Green Computing: Part 1
By Gary Flood,
Click here to read part two of this feature.
As interest grows in 'green' computing and awareness of the environmental impact of IT (power usage, recycling of materials) rises, IT directors need to address the knock-on effects of IT resources on the carbon footprint of the business.
One straightforward option, albeit an alien one to most IT departments, is to stop buying so much brand new kit and make more use of older stuff.
Hardly a radical idea - it is one most households bar Premiership footballers' follow, after all. But for some reason the market for refurbished IT equipment, be that servers, PCs, or networking hardware, has never been that big.
This is surprising when you start looking at some of the economics at work in the market. Why do we need to buy new for each and every project? As an economy, we are spending a lot of money on hardware, and sheer common sense suggests trimming that in whatever means has to be beneficial. Data from the London Business School for instance suggests the UK networking equipment market will grow six per cent per year to $4bn (£2.2bn) by the end of 2008, and our bill for servers will hit $3bn (£1.65bn) in the same time frame.
Hardware lifecycles
What is the lifetime of the average enterprise class server or router? On 'the side of the tin' it might say three years but the reality is probably more like five - and why shouldn't equipment once right for mission-critical functions slip easily into second line work if still functional?
Actually, a lot more refurbishing goes on than you might think - it's just not that structured a process. "A lot of great kit came on the market after the dot com bust in 2001, when you could pick up a $2m server for $100,000," points out Simon Forge, a Partner at Ptak, Noel & Associates, an analyst organisation that has recently started tracking the refurbished market in depth. "As a result a lot more CIOs are open to this way of purchasing, but it's taken time to get completely established."
Few companies specialise in just sourcing and reselling refurbished kit but one of the most prominent is US outfit Word Data Products, or WDPI, which has been in the business for some 20 years. The company has sales of around $700m, purely from refurbished hardware.
In November it released a survey of 200 UK IT directors and managers in what it claimed were large organisations that suggested a modicum of interest in recycling and redeploying pre-owned equipment. In that survey, 47 per cent of those polled said their company now uses a recycling/refurbishment specialist to dispose of redundant and terminated IT and networking hardware. A surprisingly large group in this sample, 40 per cent, report having a formal policy in place for re-using existing IT and networking equipment while a quarter of companies surveyed are currently using refurbished IT or networking equipment.
There is of course the related aspect to greener sourcing that a company can dump its own end-of-life equipment into this market, instead of just landfilling it or passing it on to the charity sector: with, hopefully, some return on all that investment. According to the WDPI survey 13 per cent of organisations literally just take their old stuff to the council tip (and 30 per cent send redundant kit to a charity or offload kit via a donation). Thus 47 per cent of this survey group acknowledge that passing on their no-longer-needed devices can get them money back or help with the cost of buying new stuff, and 54 per cent can see value in sourcing second-hand hardware to ease the cost of equipping non-core tasks like software testing.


■ TASK TO COMPLETE ■
Pictures appear among the records. Write out all else exactly as it stands.

■ MATERIAL FOR THIS TASK ■
────────────────────────────────────────

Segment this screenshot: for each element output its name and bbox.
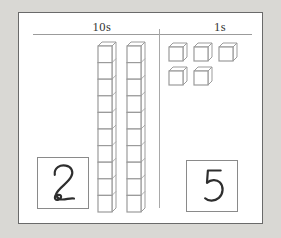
tens-digit xyxy=(47,162,79,204)
tens-answer-box xyxy=(37,157,89,209)
unit-cube xyxy=(194,43,212,61)
unit-cube xyxy=(169,67,187,85)
tens-rod xyxy=(98,42,116,212)
tens-rod xyxy=(127,42,145,212)
tens-rods-group xyxy=(98,42,145,212)
unit-cube xyxy=(169,43,187,61)
unit-cube xyxy=(194,67,212,85)
ones-answer-box xyxy=(186,160,238,212)
place-value-card: 10s 1s xyxy=(18,12,263,224)
ones-digit xyxy=(196,165,228,207)
ones-units-group xyxy=(169,43,237,85)
page: 10s 1s xyxy=(0,0,281,238)
unit-cube xyxy=(219,43,237,61)
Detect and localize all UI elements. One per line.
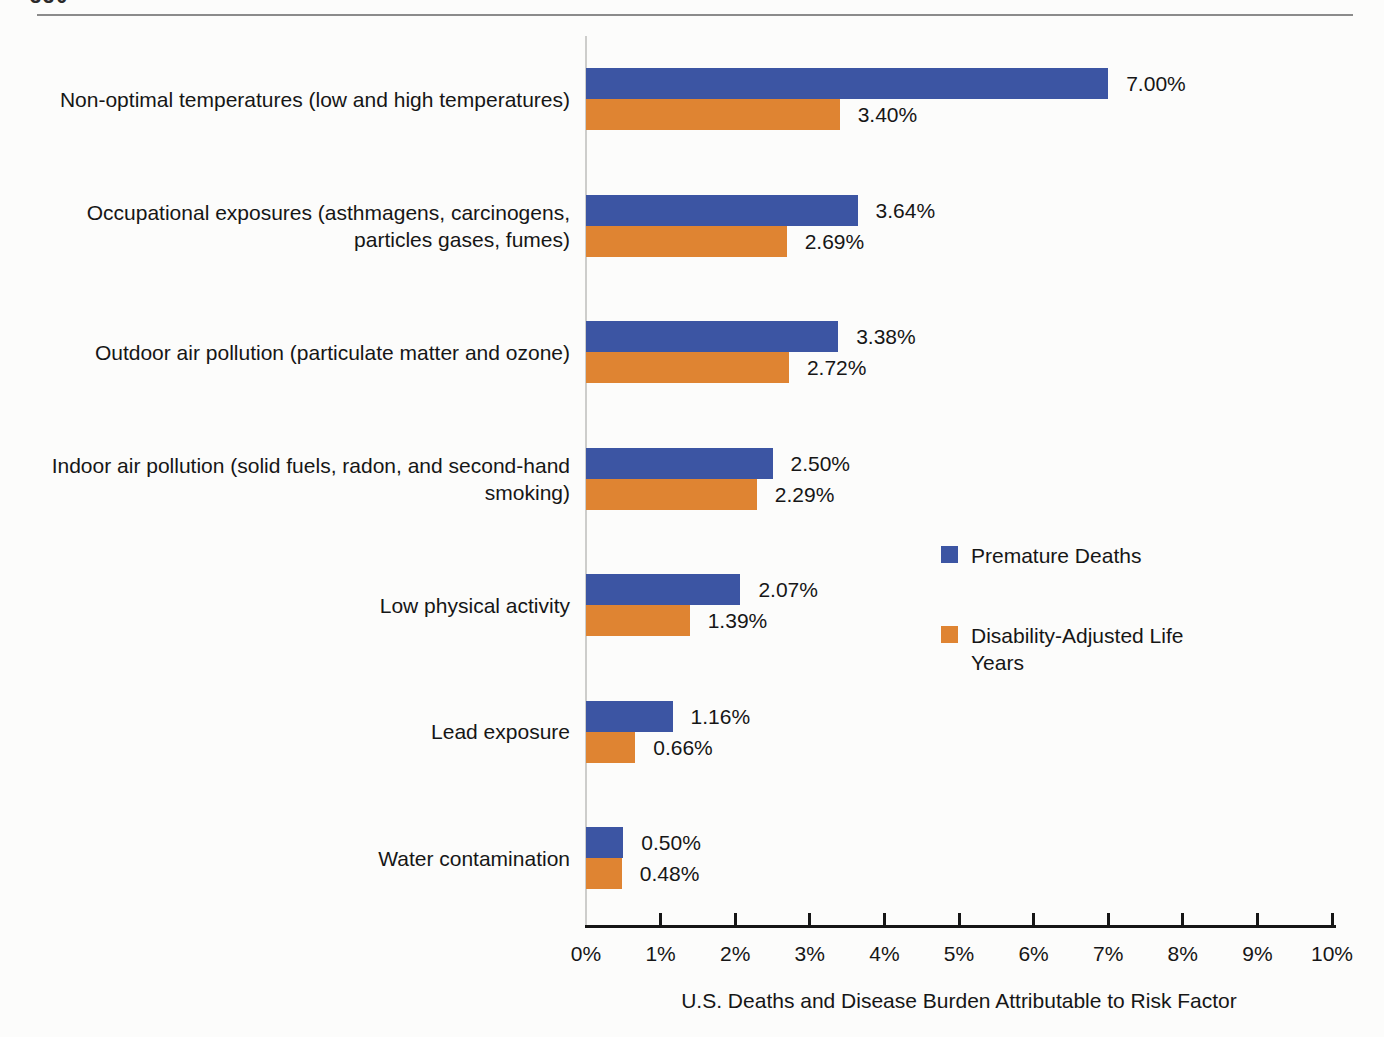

────────────────────────────────────────

■ EXERCISE OUTPUT ■
Segment this screenshot: for each element output its name and bbox.
tens-digit xyxy=(47,162,79,204)
tens-answer-box xyxy=(37,157,89,209)
unit-cube xyxy=(194,43,212,61)
unit-cube xyxy=(169,67,187,85)
tens-rod xyxy=(98,42,116,212)
tens-rod xyxy=(127,42,145,212)
tens-rods-group xyxy=(98,42,145,212)
unit-cube xyxy=(169,43,187,61)
unit-cube xyxy=(194,67,212,85)
ones-answer-box xyxy=(186,160,238,212)
place-value-card: 10s 1s xyxy=(18,12,263,224)
ones-digit xyxy=(196,165,228,207)
ones-units-group xyxy=(169,43,237,85)
page: 10s 1s xyxy=(0,0,281,238)
unit-cube xyxy=(219,43,237,61)
Detect and localize all UI elements. One per line.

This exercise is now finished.